Tina Docs
Introduction
Core Concepts
Querying Content
Editing
Customizing Tina
Going To Production
Drafts
Guides
Further Reference

Manage Cloudinary media assets in TinaCMS.

The following guide uses NextJS's API functions to authenticate the 3rd-party media interactions. If you are using another framework with Vercel, this guide still applies (with a small tweak that you need to use /api/... instead of /pages/api for your Serverless function).

Installation

yarn add next-tinacms-cloudinary @tinacms/auth

Connect with Cloudinary

You need to provide your Cloudinary credentials to connect to your media library. Do register on Cloudinary if you don't have an account yet, your account details are displayed on the Cloudinary dashboard.

Add the following variables to an .env file.

CLOUDINARY_CLOUD_NAME=<Your Cloudinary Cloud Name>
CLOUDINARY_API_KEY=<Your Cloudinary API key>
CLOUDINARY_API_SECRET=<Your Cloudinary API secret>

Register the Media Store

Now, you can replace the default repo-based media with the external media store. You can register the Cloudinary Media store via the loadCustomStore prop.

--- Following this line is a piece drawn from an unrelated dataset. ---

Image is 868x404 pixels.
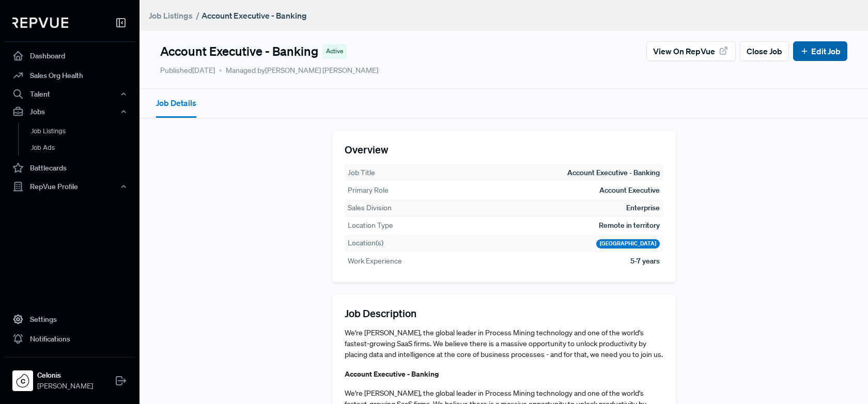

The loadCustomStore prop can be configured within tina/config.{js,ts}.

//tina/config.{ts,js}
export default defineConfig({
//...
media: {
- tina: {
- publicFolder: 'public',
- mediaRoot: 'uploads',
- },
+ loadCustomStore: async () => {
+ const pack = await import("next-tinacms-cloudinary");
+ return pack.TinaCloudCloudinaryMediaStore;
+ },
},
})

Set up API routes

Tina's "external media provider" support requires a light backend media handler, that needs to be setup/hosted by the user. There are multiple ways to setup this handler:

"NextJS API Routes"

For sites using NextJS, you can setup the handler as a NextJS Server function. To do so, create a pages/api/cloudinary/[...media].ts file in your project, with the following implementation:

// pages/api/cloudinary/[...media].ts
import {
mediaHandlerConfig,
createMediaHandler,
} from 'next-tinacms-cloudinary/dist/handlers'
import { isAuthorized } from '@tinacms/auth'
export const config = mediaHandlerConfig
export default createMediaHandler({
cloud_name: process.env.CLOUDINARY_CLOUD_NAME,
api_key: process.env.CLOUDINARY_API_KEY,
api_secret: process.env.CLOUDINARY_API_SECRET,
authorized: async (req, _res) => {
try {
if (process.env.NODE_ENV == 'development') {
return true
}
const user = await isAuthorized(req)
return user && user.verified
} catch (e) {
console.error(e)
return false
}
},
})

Here's what's happening in the above snippet:

  • We call createMediaHandler to set up routes and connect your instance of the Media Store to your Cloudinary account.
  • The authorized key will make it so only authorized users within TinaCloud can upload and make media edits.

Framework Agnostic implementations

In the above example, we showed how to host the backend handler as a NextJS API function. If you are using Vercel with another framework, the same approach applies (with the small difference that you need to use /api/... instead of /pages/api/... for your handler).

You can also check out our Netlify Functions implementation.

Update Schema

Now that the media store is registered and the API route for media set up, let's add an image to your schema.

In your tina/config.{ts,tsx,js} add a new field for the image, e.g:

{
name: 'hero',
type: 'image',
label: 'Hero Image',
}

Now, when editing your site, the image field will allow you to connect to your Cloudinary account via the Media Store to manage your media assets.